All of the invite codes in the post have been used, but here's some more - sign up here https://www.duostack.com/users/new:
raxj-qfur
raxq-sbhs
ceku-huie
lcpv-kxai
gpum-nxxu
tveb-qswy
iblu-iedf
swil-fjpp
auxc-ckqw
nwrk-frgf
Just a random thought, but have you considered graphing the order in which invite codes are used (or attempted)? I'm curious what the optimal strategy would be to try to get one (start from the top, start from the bottom, start from the middle?).
Yeah, that crossed my mind actually. That would be pretty interesting. Anecdotally I can say of the first batch, they went 3, 10, 9... (don't know the rest, they went fast).
Duostack automatically manages horizontal scaling of your app and vertical scaling of your database.
Auto-scaling is a killer feature, platforms like Heroku or DotCloud do not support this.
Can someone explain how this will work, and the pricing? It looks like it's a matter of setting "Instances" and "Connection Concurrency" but the docs are WIP (no explanation on how the latter is different from the first):
http://docs.duostack.com/ruby/paid-features#pricing
I'm don't know how DuoStack guys are scaling this, but horizontal scaling of your app is pretty trivial (for each Y req/s launch X instances of the app with minimum of Z instances running at all times).
This is how Google AppEngine does it (btw: you can do it with nginx + ngx_supervisord + supervisord).
However, I've been closely observing this space for the last 2 years (from both: infrastructure engineer and application developer perspectives) and I'm a bit disappointed with the current state of art.
Unfortunately, majority of the existing PaaS providers are "cloud" equivalents of "one-click installers" and/or "managed hosting" from the web 1.0 era... Pretty much all what they are doing boils down to daemon installation and provisioning. They are also charging for unused (but allocated) resources, which should be forbidden in the cloud era.
Of course, there are some exceptions :) Two of them being:
- Google App Engine - pricing per CPU-time and bandwidth usage, with horizontal auto-scaling based on request rate. But they took it a bit too far with their Datastore, to the point that you need to write apps taking it into account from the beginning.
- SQL Azure - highly available and fault tolerant version of SQL Server.
hmm.. decisions , decisions now I really cannot decide who to go with for Node hosting, I'm crossed between Nodester,Dotcloud,akshell and now Duostack, guess the auto horizontal scaling is a huge plus.
Very nice. I've been using Heroku off and on for demo purposes but never for production. I'd like to see if Duostack can make me feel more comfortable with that.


- WORK TASK
The lines wanted are those in the data below that include "Image".

- RECORD EXTRACTS
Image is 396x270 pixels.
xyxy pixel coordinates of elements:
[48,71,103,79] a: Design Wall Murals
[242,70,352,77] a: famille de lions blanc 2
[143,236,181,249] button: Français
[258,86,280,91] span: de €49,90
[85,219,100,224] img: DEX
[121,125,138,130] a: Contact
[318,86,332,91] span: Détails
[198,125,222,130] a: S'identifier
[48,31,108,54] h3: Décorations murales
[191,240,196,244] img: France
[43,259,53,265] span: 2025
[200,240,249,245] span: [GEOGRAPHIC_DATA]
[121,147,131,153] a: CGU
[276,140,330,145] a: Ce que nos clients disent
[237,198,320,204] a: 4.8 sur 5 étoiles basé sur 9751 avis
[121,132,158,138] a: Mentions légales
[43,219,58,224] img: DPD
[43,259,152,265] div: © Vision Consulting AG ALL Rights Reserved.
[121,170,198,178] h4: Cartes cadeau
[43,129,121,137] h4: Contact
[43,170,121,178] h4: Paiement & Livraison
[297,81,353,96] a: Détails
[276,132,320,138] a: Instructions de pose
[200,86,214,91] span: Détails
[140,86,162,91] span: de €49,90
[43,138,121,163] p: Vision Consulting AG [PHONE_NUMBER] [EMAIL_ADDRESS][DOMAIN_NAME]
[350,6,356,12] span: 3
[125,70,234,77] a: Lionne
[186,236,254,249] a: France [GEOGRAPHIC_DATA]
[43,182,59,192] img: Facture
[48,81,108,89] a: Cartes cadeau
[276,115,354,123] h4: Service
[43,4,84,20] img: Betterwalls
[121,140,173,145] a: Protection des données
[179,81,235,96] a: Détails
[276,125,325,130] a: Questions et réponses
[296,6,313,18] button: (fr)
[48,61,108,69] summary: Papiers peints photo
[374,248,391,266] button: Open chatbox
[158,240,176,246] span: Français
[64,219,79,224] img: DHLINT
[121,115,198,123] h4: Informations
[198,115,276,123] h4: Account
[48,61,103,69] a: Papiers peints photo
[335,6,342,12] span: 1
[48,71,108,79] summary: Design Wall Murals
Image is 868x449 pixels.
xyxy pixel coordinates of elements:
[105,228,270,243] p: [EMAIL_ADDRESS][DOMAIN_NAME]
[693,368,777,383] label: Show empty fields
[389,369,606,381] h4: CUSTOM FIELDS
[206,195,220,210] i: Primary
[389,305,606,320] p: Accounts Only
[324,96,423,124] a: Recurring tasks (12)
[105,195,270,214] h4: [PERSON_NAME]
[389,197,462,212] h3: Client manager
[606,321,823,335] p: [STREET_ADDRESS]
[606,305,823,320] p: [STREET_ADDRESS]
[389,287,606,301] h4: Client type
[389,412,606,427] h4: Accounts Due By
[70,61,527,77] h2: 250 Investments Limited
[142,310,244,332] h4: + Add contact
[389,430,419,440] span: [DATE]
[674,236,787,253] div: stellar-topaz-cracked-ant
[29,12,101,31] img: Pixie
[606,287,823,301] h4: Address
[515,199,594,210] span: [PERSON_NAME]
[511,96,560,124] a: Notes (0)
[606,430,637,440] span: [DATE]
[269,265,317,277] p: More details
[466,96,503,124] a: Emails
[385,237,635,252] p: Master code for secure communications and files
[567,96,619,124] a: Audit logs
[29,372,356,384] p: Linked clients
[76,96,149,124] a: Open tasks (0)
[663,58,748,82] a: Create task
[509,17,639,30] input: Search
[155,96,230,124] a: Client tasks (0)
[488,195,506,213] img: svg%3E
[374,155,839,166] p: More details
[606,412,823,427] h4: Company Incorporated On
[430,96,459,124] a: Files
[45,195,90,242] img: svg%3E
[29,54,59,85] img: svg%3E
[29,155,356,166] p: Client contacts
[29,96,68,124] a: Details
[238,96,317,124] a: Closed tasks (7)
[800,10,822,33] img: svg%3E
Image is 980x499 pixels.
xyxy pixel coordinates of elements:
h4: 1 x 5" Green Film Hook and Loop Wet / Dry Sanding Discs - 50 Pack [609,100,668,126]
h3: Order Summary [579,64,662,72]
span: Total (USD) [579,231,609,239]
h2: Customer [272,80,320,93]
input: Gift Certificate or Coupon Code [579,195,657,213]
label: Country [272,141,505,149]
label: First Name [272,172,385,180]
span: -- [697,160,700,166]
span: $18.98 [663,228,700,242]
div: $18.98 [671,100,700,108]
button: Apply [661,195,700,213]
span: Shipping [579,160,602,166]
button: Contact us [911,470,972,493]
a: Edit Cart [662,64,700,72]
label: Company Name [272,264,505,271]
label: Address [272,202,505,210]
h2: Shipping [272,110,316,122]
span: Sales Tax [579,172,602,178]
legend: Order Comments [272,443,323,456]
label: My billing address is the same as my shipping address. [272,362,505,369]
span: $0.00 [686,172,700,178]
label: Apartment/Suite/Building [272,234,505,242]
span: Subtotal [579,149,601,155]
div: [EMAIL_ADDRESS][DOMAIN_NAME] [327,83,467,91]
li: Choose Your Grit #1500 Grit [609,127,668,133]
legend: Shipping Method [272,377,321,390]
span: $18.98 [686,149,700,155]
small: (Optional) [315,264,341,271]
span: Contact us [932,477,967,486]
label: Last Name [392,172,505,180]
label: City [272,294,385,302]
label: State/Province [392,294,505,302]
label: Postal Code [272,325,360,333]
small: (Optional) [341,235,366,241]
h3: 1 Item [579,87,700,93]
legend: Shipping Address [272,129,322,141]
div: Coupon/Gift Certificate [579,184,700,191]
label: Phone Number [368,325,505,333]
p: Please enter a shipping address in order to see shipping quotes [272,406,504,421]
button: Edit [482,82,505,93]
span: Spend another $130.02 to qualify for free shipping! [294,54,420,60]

...

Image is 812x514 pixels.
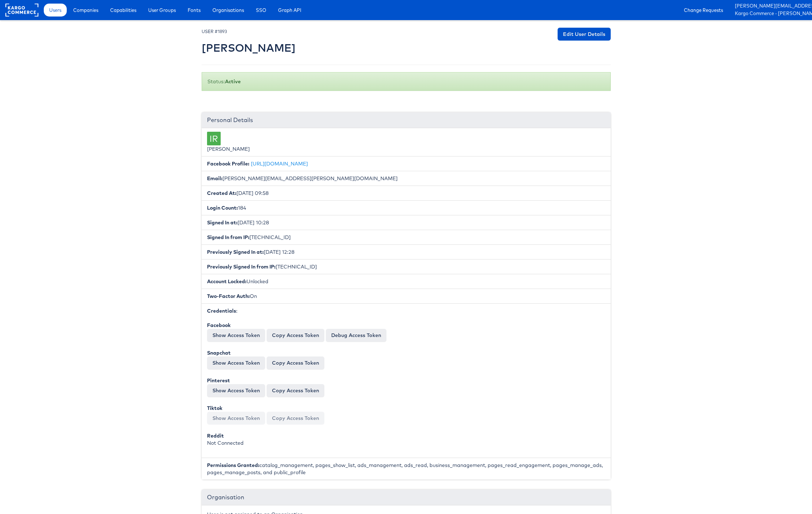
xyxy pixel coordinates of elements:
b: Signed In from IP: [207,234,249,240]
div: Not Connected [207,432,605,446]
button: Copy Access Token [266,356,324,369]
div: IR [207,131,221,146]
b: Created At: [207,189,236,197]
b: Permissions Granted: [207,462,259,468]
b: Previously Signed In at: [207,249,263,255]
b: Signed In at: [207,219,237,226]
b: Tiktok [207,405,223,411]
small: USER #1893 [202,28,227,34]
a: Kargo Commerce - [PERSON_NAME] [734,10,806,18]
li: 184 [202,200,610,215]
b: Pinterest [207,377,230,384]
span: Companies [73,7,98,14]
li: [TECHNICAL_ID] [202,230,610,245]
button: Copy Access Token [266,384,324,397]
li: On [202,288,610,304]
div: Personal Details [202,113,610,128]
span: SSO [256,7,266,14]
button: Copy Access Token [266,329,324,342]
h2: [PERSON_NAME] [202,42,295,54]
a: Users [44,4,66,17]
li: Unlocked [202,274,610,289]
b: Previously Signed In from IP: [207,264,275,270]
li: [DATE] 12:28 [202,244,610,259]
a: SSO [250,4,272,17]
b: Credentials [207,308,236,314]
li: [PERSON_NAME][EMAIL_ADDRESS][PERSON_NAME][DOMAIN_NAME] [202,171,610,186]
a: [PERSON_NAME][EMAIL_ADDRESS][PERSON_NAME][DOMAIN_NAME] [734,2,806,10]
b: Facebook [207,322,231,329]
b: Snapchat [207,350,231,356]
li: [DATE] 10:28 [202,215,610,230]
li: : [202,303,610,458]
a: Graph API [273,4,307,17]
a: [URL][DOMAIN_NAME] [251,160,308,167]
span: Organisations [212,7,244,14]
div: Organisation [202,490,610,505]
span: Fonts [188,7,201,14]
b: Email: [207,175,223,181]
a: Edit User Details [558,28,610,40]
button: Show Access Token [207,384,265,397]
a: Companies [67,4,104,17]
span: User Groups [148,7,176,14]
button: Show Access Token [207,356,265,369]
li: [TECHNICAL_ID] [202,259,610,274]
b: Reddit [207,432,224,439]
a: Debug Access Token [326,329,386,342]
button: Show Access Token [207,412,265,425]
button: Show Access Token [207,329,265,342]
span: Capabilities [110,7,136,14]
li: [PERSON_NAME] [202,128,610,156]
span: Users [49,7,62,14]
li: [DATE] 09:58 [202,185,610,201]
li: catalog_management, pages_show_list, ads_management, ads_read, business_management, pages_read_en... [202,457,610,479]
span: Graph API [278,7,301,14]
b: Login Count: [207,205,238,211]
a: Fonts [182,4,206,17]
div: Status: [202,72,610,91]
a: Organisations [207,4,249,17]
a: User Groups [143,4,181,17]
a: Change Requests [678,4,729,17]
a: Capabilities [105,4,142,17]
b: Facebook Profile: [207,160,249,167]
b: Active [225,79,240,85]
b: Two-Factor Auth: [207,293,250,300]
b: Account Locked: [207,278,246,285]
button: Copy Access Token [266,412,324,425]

* * *

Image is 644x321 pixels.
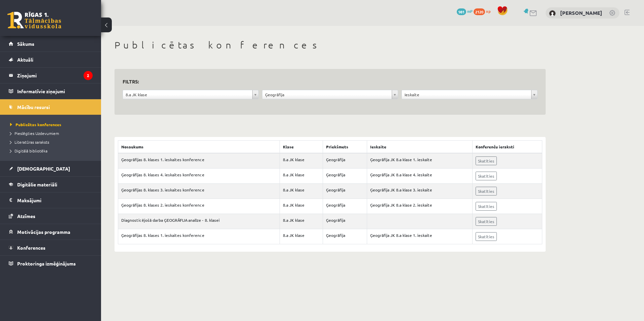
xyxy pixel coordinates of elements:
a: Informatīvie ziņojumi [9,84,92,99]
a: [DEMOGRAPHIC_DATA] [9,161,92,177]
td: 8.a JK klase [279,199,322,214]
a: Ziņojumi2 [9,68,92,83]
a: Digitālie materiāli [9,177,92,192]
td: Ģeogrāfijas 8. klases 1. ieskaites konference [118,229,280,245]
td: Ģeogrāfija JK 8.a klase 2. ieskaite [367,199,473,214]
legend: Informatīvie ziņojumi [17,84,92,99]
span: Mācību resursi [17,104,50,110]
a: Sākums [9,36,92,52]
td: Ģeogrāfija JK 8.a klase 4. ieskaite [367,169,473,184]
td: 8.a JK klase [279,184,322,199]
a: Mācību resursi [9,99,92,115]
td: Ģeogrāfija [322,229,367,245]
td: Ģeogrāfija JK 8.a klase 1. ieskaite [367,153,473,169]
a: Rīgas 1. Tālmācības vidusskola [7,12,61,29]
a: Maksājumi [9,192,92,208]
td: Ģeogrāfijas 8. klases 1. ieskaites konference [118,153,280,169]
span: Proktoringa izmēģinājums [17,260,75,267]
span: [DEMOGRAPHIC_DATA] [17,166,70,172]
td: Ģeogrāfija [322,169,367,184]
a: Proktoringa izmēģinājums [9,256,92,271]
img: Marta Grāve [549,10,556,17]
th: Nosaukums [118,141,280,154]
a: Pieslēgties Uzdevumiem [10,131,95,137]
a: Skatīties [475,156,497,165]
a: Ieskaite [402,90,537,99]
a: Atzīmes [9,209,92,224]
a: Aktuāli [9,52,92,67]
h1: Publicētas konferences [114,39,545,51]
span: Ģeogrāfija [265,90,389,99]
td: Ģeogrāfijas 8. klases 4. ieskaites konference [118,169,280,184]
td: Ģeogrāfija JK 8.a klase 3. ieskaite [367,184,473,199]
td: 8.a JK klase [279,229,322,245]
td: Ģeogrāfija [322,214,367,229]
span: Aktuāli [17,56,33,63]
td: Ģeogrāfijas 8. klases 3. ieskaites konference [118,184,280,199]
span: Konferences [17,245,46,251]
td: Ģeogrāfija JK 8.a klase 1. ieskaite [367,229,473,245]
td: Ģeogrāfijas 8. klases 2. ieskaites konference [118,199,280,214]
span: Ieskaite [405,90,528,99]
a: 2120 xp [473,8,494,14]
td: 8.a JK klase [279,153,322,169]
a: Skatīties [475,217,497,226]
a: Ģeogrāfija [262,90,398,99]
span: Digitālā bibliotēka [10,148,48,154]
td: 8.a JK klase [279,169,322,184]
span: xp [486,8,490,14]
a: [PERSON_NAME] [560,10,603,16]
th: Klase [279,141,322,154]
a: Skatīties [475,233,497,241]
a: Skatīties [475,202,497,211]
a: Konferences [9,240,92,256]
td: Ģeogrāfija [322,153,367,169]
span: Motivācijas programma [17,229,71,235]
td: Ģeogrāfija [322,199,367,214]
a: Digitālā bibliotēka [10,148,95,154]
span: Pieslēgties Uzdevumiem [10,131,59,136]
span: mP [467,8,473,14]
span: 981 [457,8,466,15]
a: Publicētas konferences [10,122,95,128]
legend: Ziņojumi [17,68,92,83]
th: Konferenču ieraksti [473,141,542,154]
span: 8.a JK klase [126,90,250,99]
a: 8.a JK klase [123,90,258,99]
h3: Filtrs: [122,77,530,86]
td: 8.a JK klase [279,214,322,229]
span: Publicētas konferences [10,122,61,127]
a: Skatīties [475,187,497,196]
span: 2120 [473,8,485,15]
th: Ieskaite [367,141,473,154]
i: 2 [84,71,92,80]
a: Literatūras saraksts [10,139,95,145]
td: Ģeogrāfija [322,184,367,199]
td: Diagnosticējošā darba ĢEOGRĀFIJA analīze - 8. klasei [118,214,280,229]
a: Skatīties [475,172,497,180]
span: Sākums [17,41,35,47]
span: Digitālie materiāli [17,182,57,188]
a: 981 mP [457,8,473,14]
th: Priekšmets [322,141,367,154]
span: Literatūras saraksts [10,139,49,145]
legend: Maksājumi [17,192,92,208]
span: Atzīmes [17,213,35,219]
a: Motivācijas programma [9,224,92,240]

- ANSWER SECTION
Image is 396x270 pixels.
Image is 868x449 pixels.
Image is 980x499 pixels.
Image is 812x514 pixels.
Image is 644x321 pixels.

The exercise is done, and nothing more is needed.